I just saw this news story on singingbanana’s Tumblr:

The footwear expert made what the judge believed were poor calculations about the likelihood of the match, compounded by a bad explanation of how he reached his opinion. The conviction was quashed. But more importantly, as far as mathematicians are concerned, the judge also ruled against using [Bayes' theorem] in the courts in future.

What?

In case you don’t know, Bayes’ Theorem is a formula from the days when mathematicians could get away with just naming bits of common sense after themselves, and states:

P(A|B) = P(B|A) × P(A) ÷ P(B)

That is,

(probability A is true given evidence B) = (probability of finding B if A is true) × (probability of A being true) ÷ (probability of finding B)

Obviously that’s pretty useful in court, and it’s also pretty easy to understand: clearly, (probability of finding B) = (probability of finding B if A is true) × (probability of A being true) + (probability of finding B if A is false) × (probability of A being false). That’s all the options: A must be true or false. All Bayes’ theorem does is work out in what the proportion of the cases in which B is found, A is true. It’s almost obvious, in an informal kind of way, if you have the right kind of brain.

Point is, you’re now not allowed to use that reasoning in court, which means if your defence depends on any evidence more subtle than “fifteen people saw me across town” then you’d better find another way of phrasing it than this. It’s basically maths, so you ought to be able to work round it and find a more circuitous way of showing the same thing.
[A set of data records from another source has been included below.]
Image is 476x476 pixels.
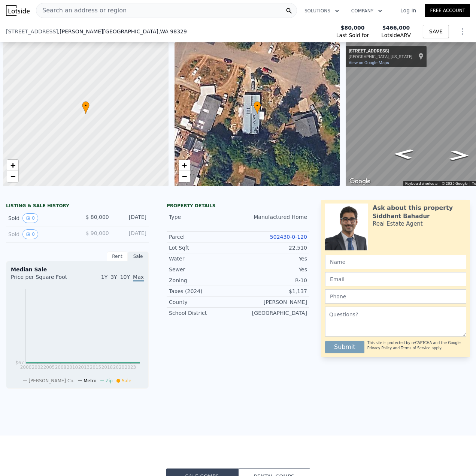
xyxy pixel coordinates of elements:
[125,365,136,370] tspan: 2023
[85,230,108,236] span: $ 90,000
[32,365,44,370] tspan: 2002
[169,233,238,241] div: Parcel
[372,220,423,227] div: Real Estate Agent
[238,309,307,317] div: [GEOGRAPHIC_DATA]
[405,181,437,186] button: Keyboard shortcuts
[23,214,38,223] button: View historical data
[372,204,453,213] div: Ask about this property
[67,365,78,370] tspan: 2010
[101,365,113,370] tspan: 2018
[425,4,470,17] a: Free Account
[7,171,18,182] a: Zoom out
[83,378,96,383] span: Metro
[238,214,307,221] div: Manufactured Home
[349,48,412,54] div: [STREET_ADDRESS]
[128,252,149,261] div: Sale
[401,346,430,350] a: Terms of Service
[20,365,32,370] tspan: 2000
[182,172,186,181] span: −
[391,7,425,14] a: Log In
[253,101,261,114] div: •
[349,54,412,59] div: [GEOGRAPHIC_DATA], [US_STATE]
[169,276,238,284] div: Zoning
[179,171,190,182] a: Zoom out
[169,255,238,262] div: Water
[120,274,130,280] span: 10Y
[325,289,466,303] input: Phone
[385,146,422,162] path: Go East, 135th St Court Kp N
[348,177,372,186] a: Open this area in Google Maps (opens a new window)
[6,28,58,35] span: [STREET_ADDRESS]
[23,229,38,239] button: View historical data
[169,298,238,306] div: County
[179,160,190,171] a: Zoom in
[105,378,113,383] span: Zip
[110,274,117,280] span: 3Y
[238,276,307,284] div: R-10
[455,24,470,39] button: Show Options
[238,244,307,252] div: 22,510
[238,265,307,273] div: Yes
[167,203,309,209] div: Property details
[133,274,144,282] span: Max
[169,214,238,221] div: Type
[325,341,365,353] button: Submit
[325,255,466,269] input: Name
[29,378,74,383] span: [PERSON_NAME] Co.
[253,102,261,109] span: •
[423,25,449,38] button: SAVE
[6,5,30,16] img: Lotside
[238,255,307,262] div: Yes
[349,61,389,65] a: View on Google Maps
[238,298,307,306] div: [PERSON_NAME]
[55,365,67,370] tspan: 2008
[115,214,146,223] div: [DATE]
[37,6,126,15] span: Search an address or region
[336,31,369,39] span: Last Sold for
[442,181,467,186] span: © 2025 Google
[169,287,238,295] div: Taxes (2024)
[7,160,18,171] a: Zoom in
[298,4,345,18] button: Solutions
[325,272,466,286] input: Email
[44,365,55,370] tspan: 2005
[381,31,410,39] span: Lotside ARV
[11,273,78,285] div: Price per Square Foot
[107,252,128,261] div: Rent
[372,213,429,220] div: Siddhant Bahadur
[182,160,186,170] span: +
[418,53,423,61] a: Show location on map
[15,360,24,366] tspan: $67
[348,177,372,186] img: Google
[11,265,144,273] div: Median Sale
[8,229,72,239] div: Sold
[122,378,132,383] span: Sale
[115,229,146,239] div: [DATE]
[10,160,15,170] span: +
[58,28,187,35] span: , [PERSON_NAME][GEOGRAPHIC_DATA]
[270,234,307,240] a: 502430-0-120
[345,4,388,18] button: Company
[113,365,125,370] tspan: 2020
[82,102,89,109] span: •
[341,24,365,31] span: $80,000
[90,365,101,370] tspan: 2015
[6,203,149,211] div: LISTING & SALE HISTORY
[169,265,238,273] div: Sewer
[82,101,89,114] div: •
[382,25,410,31] span: $466,000
[169,309,238,317] div: School District
[169,244,238,252] div: Lot Sqft
[101,274,108,280] span: 1Y
[78,365,90,370] tspan: 2013
[10,172,15,181] span: −
[238,287,307,295] div: $1,137
[8,214,72,223] div: Sold
[368,346,392,350] a: Privacy Policy
[368,338,466,353] div: This site is protected by reCAPTCHA and the Google and apply.
[85,214,108,220] span: $ 80,000
[159,29,187,34] span: , WA 98329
Strictly, the ruling was that you can’t use Bayes’ theroem “unless the underlying statistics are firm” but that doesn’t help a lot. In qualitative terms, all the theory says is that something is more likely if you have evidence for it – so I think we can safely assume it’s the use of maths that the judge objected to. It’s the same reasoning behind the Drake equation: people are bad at guessing big, complicated things like “how many aliens might there be” or “how likely is this guy to be guilty given we found this footprint”, but pretty good at estimating simple things like “how long might an alien race beam signals into space” or “how likely is it there’d be a footprint like this just here”. You can do the same thing if you get to the tie-break in a pub quiz: come up with a way to work out the answer from easier to estimate quantities and crunch the numbers. You’ll almost certainly do better than the team that guesses the final answer directly.

And that is why this ruling is worrying: because not only has a judge fallen foul of the natural but wrong tendency for humans to overestimate their own judgement and distrust logic and reason, but they’ve ruled that all other judges and lawyers have to make the same error. It’s a shame, because while any large group tends to be a bit rubbish at thinking, judges are usually pretty good – as, I think, is anyone impartial with the time and inclination to look into things.

I didn’t know they could do that. (I actually suspect they can’t and the story is overblown, but I wouldn’t know enough to decide.) What’s next – a judge commits the prosecutor’s fallacy and then rules that everyone else has to do it as well? Idunno, seems a bit dangerous to me.

It just seems like it’d be fairly easy to set someone up if there’s a big list of thought processes their defence lawyer isn’t allowed to invoke. Or design a crime that could be easily proven but not with the limited methods of thinking allowed in the courtroom.

There are some interesting mental exercises there – coming up with crimes or frames for differently handicapped justice systems – but not ones actual lawyers should have to bother with.